## [What you should do]
Output the lines of the records from the one containing "Describe the element at coordinates (19, 77)" through the last, both ends included. Leave pictures out.

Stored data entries

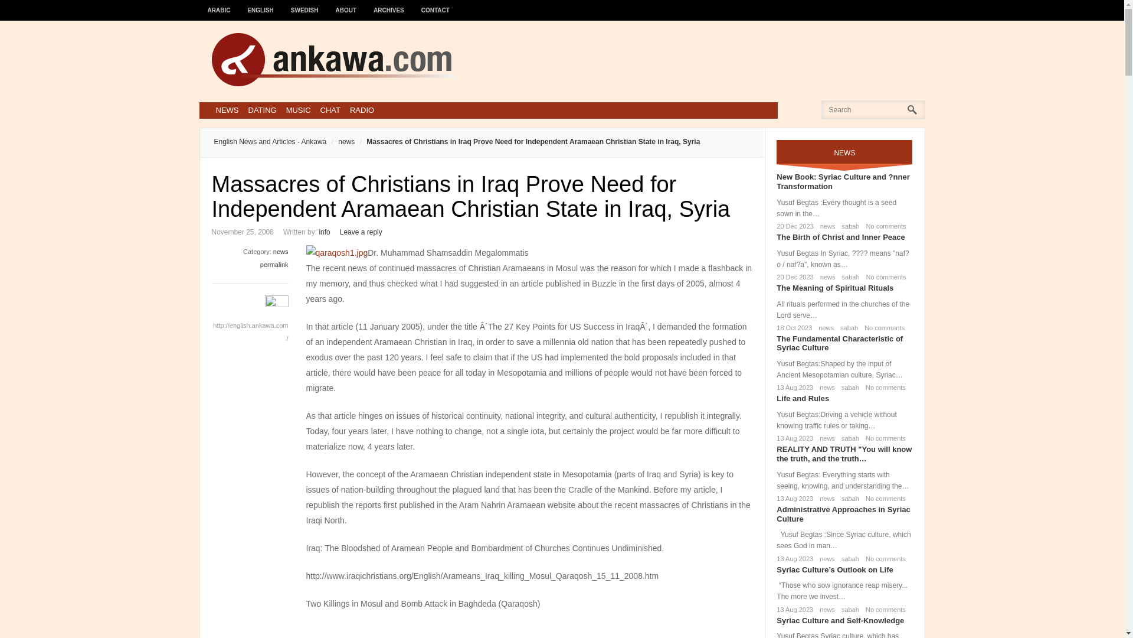 This screenshot has width=1133, height=638. Describe the element at coordinates (347, 5) in the screenshot. I see `ABOUT` at that location.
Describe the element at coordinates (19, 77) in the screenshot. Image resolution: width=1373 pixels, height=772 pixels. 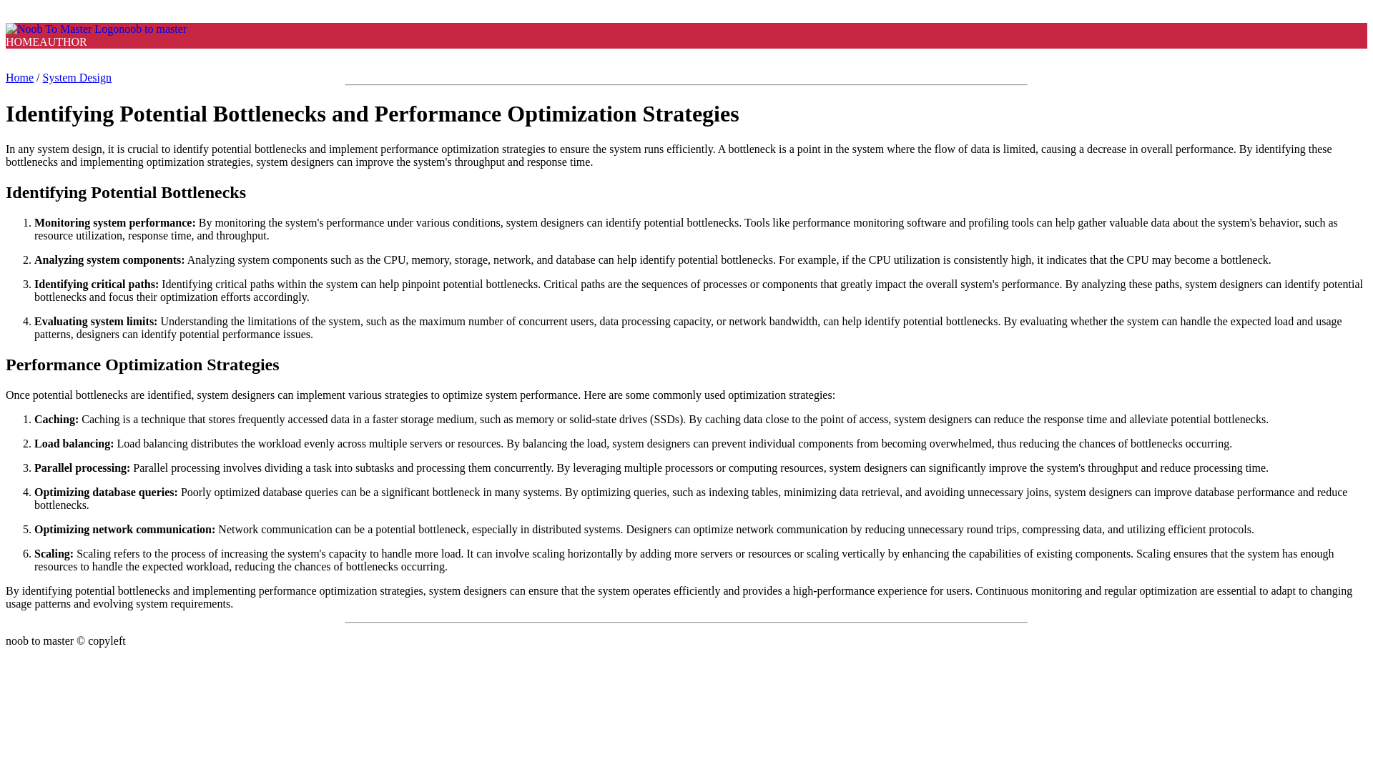
I see `Home` at that location.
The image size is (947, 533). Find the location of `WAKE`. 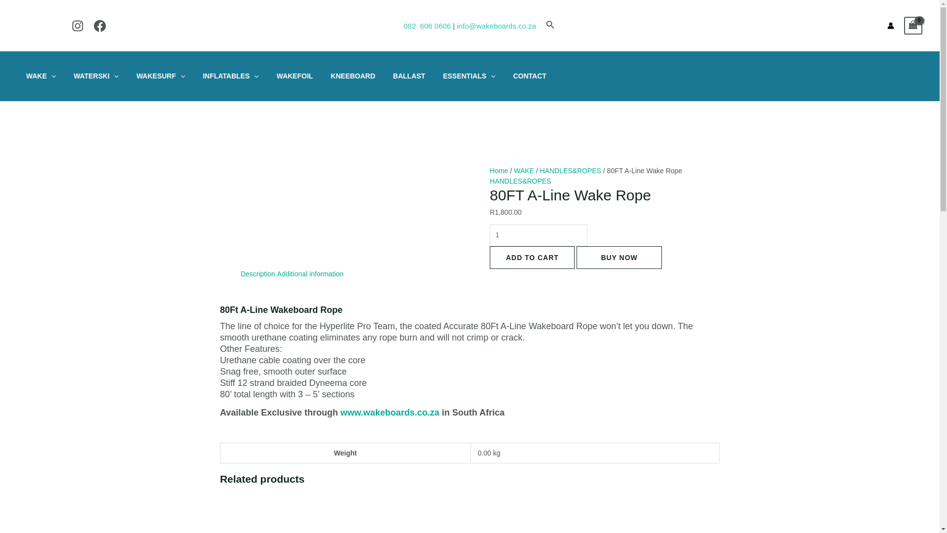

WAKE is located at coordinates (40, 76).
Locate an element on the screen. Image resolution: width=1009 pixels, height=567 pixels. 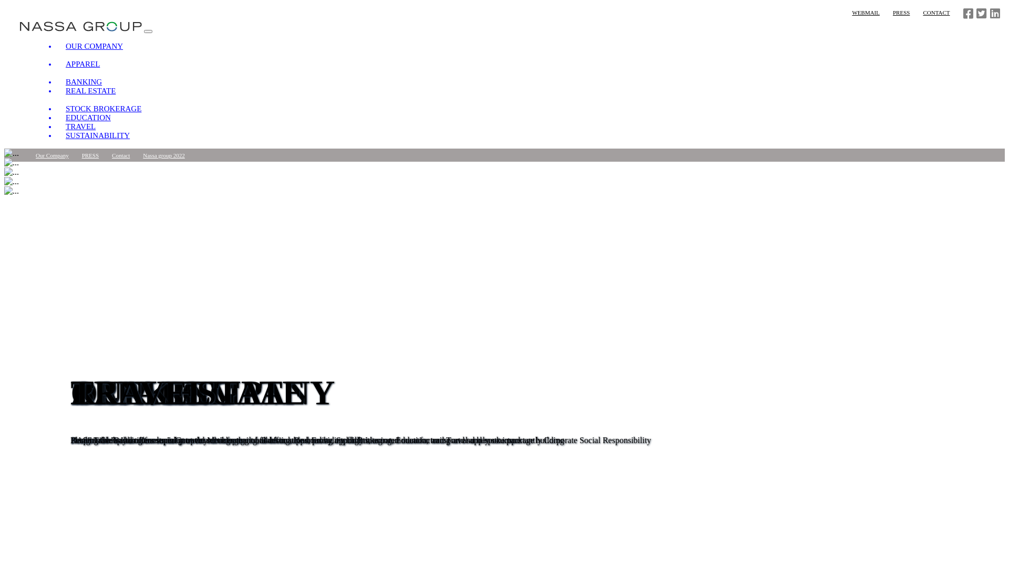
BANKING is located at coordinates (84, 82).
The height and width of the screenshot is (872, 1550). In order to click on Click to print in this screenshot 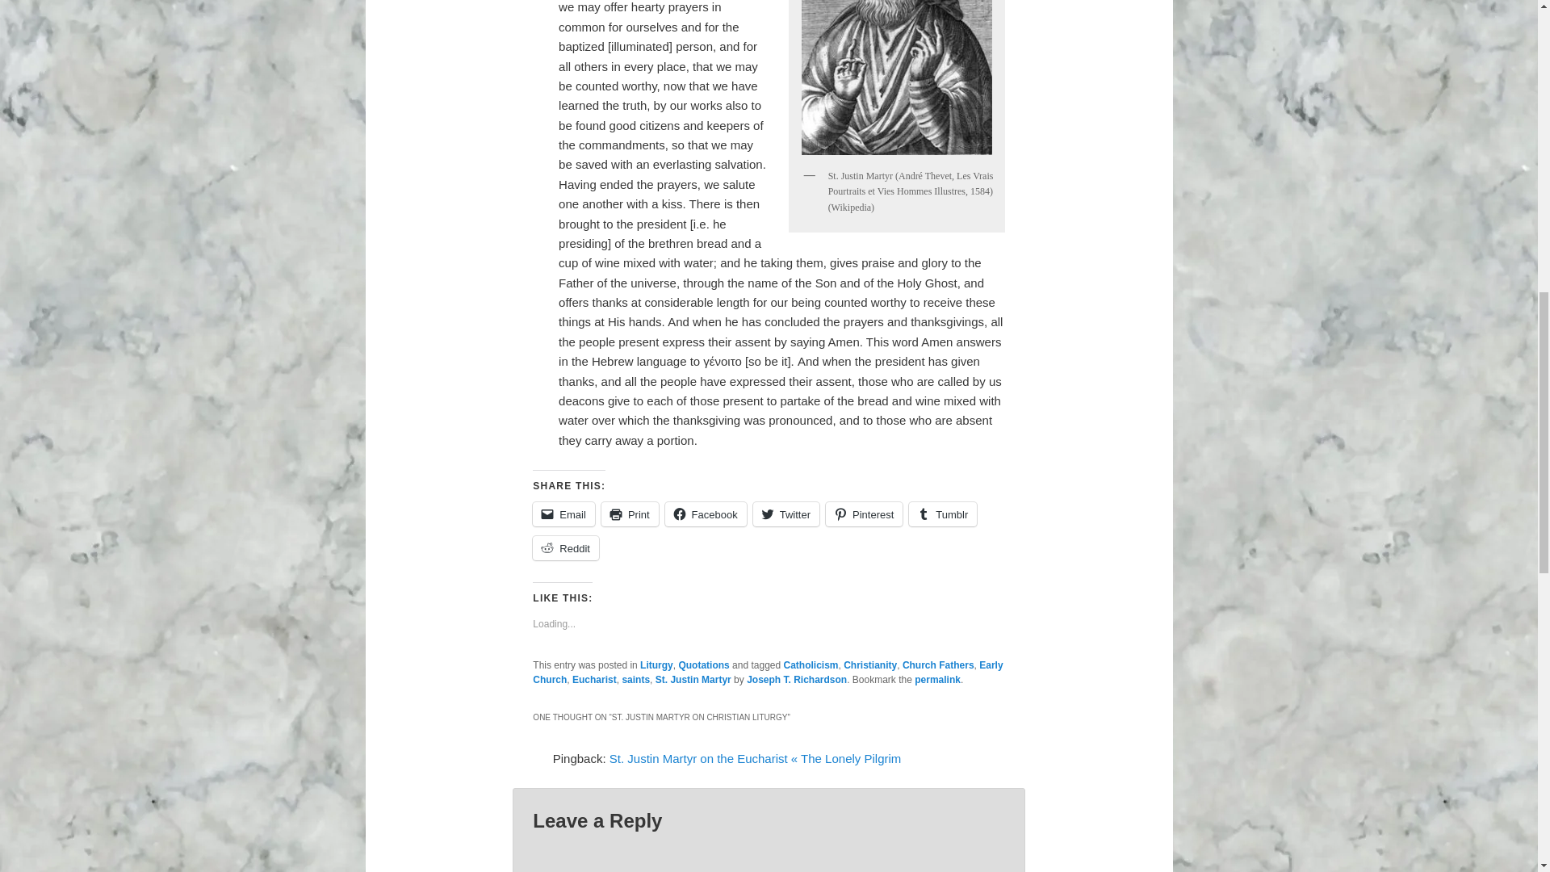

## [Answer area]
Describe the element at coordinates (19, 77) in the screenshot. Image resolution: width=1373 pixels, height=772 pixels. 
I see `Home` at that location.
The image size is (947, 533). Find the location of `WAKE`. 

WAKE is located at coordinates (40, 76).
Locate an element on the screen. Image resolution: width=1009 pixels, height=567 pixels. 
BANKING is located at coordinates (84, 82).
The height and width of the screenshot is (872, 1550). In order to click on Click to print in this screenshot 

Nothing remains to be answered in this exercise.